Philosophy Question
Your team case study analysis should contain the same components as the cases you have been exposed to throughout the semester:
1. The story (right under)
2. Situational Awareness (facts of the case, good/bad features of the story)
3. Prudential Reasoning (moral agents’ perspective)
Jane Smith is a 31-year-old, 26-week pregnant, mother to be complained of having a terrible headache. She was found in her home by her husband unresponsive but was still breathing. After being rushed to the hospital doctors discovered that she had suffered a brain hemorrhage, she shortly after being evaluated by doctors she was later declared brain dead. Leaving her husband Brian Smith in a very tough and unimaginable position. Doctors encouraged the husband that if Jane was to be kept on life support the baby could live and grow still while in the mother although she was brain dead. Jane’s brain is not alive but her body is and is still giving her baby the nutrients that it needs to grow in the womb if she is kept on a ventilator and given the extensive treatments and nutrients that she needs to do so. She is kept on life support for 6 weeks and the odds for the baby’s survival is getting better and better. According to doctors everyday that passes raises the baby’s survival rate. Doctors hope that Jane can carry the baby 4 more weeks when she will be 36 weeks pregnant so that the baby will be healthy enough to be delivered via C-section. Jane was able to withstand the additional 4 weeks under life support in order for doctors to deliver her healthy baby boy and hand him over to the father Brian who went through a very hard time. After the birth of the baby doctors advise the husband Brian that his wife Jane is brain dead and will never be able to withstand a life again and that he needs to make the decision to take her off of life support. Although it is very hard to let go of a loved one Jane is brain dead and therefore the rest of her body will soon die once removed from life support. He agrees and signs the additional paperwork filling for her to be taken off life support. Jane dies at 31-years-old after giving birth to her son.
Solution Preview
Critical medical decisions are very difficult to make, especially when the patient’s life depends on it. This is because they are always bounded by ethical questions. In the case of Jane Smith, a 31 year old woman who is found to suffer from a deadly brain hemorrhage while pregnant, it is similarly very challenging to make a medical decision, considering there are two lives at stake. Jane Smith is 26 weeks pregnant, but the doctors have already determined that her brain is dead.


Problem to work on ->
Scan the material for the word "this" and return every matching line.
____________________
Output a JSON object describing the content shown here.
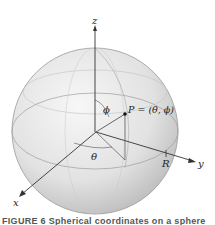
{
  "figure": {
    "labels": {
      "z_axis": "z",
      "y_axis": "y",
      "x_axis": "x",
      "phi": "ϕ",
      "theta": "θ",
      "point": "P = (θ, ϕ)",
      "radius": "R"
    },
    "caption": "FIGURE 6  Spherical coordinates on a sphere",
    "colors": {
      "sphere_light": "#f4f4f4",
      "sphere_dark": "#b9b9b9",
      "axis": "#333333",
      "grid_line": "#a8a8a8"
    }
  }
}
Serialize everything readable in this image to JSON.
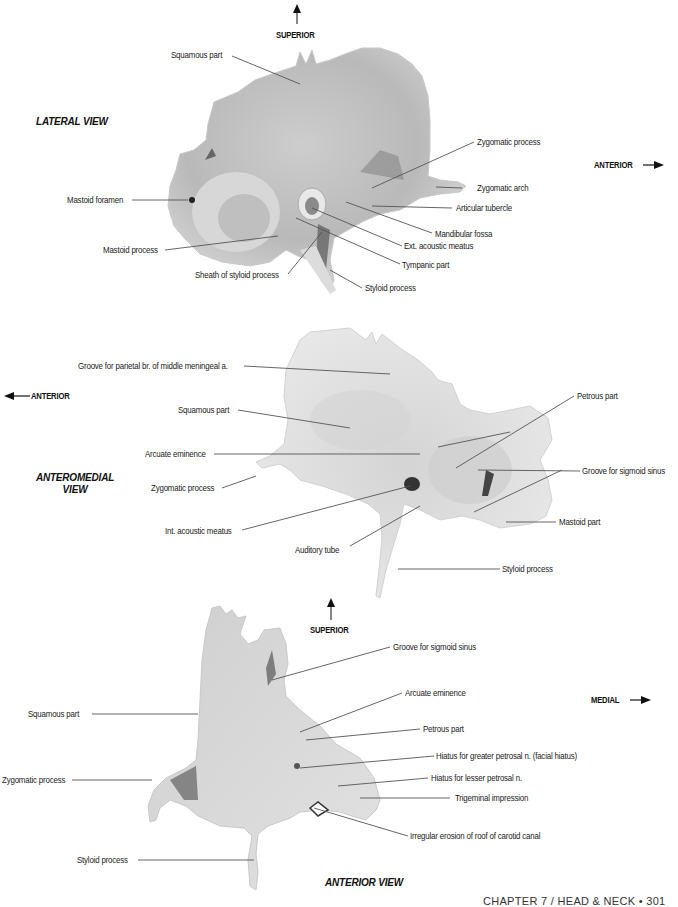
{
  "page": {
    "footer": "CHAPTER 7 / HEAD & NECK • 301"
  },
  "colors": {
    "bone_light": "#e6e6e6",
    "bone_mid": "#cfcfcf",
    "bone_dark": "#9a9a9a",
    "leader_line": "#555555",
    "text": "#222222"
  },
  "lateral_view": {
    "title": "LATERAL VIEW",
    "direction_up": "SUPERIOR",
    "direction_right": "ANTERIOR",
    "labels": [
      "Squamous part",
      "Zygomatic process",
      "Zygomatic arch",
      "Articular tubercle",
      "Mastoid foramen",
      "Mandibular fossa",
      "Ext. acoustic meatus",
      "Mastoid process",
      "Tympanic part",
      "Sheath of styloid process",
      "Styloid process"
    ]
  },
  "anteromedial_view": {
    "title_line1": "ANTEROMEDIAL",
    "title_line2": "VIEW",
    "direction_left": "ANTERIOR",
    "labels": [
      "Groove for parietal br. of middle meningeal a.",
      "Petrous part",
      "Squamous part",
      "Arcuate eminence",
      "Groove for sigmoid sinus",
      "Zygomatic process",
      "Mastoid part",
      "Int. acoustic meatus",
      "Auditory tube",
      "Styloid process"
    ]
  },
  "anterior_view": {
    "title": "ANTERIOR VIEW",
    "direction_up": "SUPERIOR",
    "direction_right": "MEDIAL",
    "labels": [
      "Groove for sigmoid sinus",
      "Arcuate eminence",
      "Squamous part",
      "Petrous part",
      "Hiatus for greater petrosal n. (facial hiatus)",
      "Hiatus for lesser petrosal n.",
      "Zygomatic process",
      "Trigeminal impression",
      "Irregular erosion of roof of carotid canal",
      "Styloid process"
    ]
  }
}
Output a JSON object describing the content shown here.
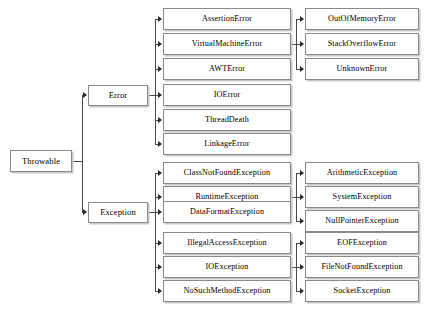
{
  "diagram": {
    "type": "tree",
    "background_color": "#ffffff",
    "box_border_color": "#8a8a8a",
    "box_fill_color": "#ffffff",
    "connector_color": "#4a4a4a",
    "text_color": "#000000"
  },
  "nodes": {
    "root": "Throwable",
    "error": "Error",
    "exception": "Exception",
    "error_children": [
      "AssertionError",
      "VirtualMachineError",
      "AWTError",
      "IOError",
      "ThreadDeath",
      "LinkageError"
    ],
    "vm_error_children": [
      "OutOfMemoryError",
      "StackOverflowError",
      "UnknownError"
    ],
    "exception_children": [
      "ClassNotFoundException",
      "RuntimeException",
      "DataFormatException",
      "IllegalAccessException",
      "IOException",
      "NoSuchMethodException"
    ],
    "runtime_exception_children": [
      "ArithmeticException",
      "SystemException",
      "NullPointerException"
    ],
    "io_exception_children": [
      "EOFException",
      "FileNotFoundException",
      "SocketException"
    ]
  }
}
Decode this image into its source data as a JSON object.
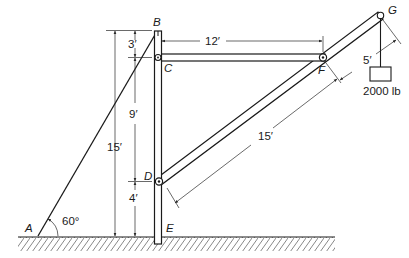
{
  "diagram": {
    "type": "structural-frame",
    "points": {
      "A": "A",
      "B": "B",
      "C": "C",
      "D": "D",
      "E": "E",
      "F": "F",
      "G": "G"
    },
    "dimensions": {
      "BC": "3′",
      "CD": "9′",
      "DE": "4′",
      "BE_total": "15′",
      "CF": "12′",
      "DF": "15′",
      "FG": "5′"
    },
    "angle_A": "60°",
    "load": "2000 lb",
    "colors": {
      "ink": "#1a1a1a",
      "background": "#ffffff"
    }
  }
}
____________________
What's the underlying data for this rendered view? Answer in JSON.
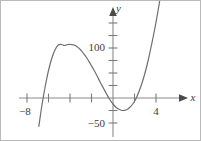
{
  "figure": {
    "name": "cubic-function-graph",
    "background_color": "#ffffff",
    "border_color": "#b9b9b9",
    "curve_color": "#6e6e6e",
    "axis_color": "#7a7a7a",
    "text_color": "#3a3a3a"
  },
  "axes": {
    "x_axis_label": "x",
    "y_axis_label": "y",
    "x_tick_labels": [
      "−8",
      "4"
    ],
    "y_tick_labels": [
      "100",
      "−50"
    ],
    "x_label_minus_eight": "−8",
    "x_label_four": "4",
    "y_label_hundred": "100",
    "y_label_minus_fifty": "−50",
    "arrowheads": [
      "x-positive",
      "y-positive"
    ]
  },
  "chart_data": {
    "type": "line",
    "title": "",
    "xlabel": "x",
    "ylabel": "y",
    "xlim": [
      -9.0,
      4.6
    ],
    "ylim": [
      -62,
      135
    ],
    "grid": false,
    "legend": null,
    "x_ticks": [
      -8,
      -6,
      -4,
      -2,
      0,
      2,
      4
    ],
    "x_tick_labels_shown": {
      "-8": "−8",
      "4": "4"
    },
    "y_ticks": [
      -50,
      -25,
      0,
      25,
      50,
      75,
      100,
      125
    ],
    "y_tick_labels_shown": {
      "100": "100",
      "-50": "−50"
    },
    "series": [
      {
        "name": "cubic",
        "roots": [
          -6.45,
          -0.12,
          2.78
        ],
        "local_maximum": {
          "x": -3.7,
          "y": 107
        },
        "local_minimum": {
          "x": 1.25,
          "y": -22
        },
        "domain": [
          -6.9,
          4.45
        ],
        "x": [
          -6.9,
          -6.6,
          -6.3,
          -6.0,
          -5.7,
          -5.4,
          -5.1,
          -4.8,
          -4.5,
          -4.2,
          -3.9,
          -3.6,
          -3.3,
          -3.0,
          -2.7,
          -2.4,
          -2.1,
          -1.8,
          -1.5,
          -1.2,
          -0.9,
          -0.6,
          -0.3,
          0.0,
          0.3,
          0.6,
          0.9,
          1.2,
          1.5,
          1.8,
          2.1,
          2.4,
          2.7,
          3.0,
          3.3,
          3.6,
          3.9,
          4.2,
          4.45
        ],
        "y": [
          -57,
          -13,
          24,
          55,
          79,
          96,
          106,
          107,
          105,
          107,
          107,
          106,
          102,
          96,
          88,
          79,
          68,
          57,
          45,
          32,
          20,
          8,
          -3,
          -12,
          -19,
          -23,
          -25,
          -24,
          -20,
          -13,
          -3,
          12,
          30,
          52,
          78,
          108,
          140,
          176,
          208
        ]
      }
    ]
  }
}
____________________
Your solution ->
Serialize everything readable in this image to JSON.
Decode this image into its source data as a JSON object.
What's the underlying data for this rendered view? Answer in JSON.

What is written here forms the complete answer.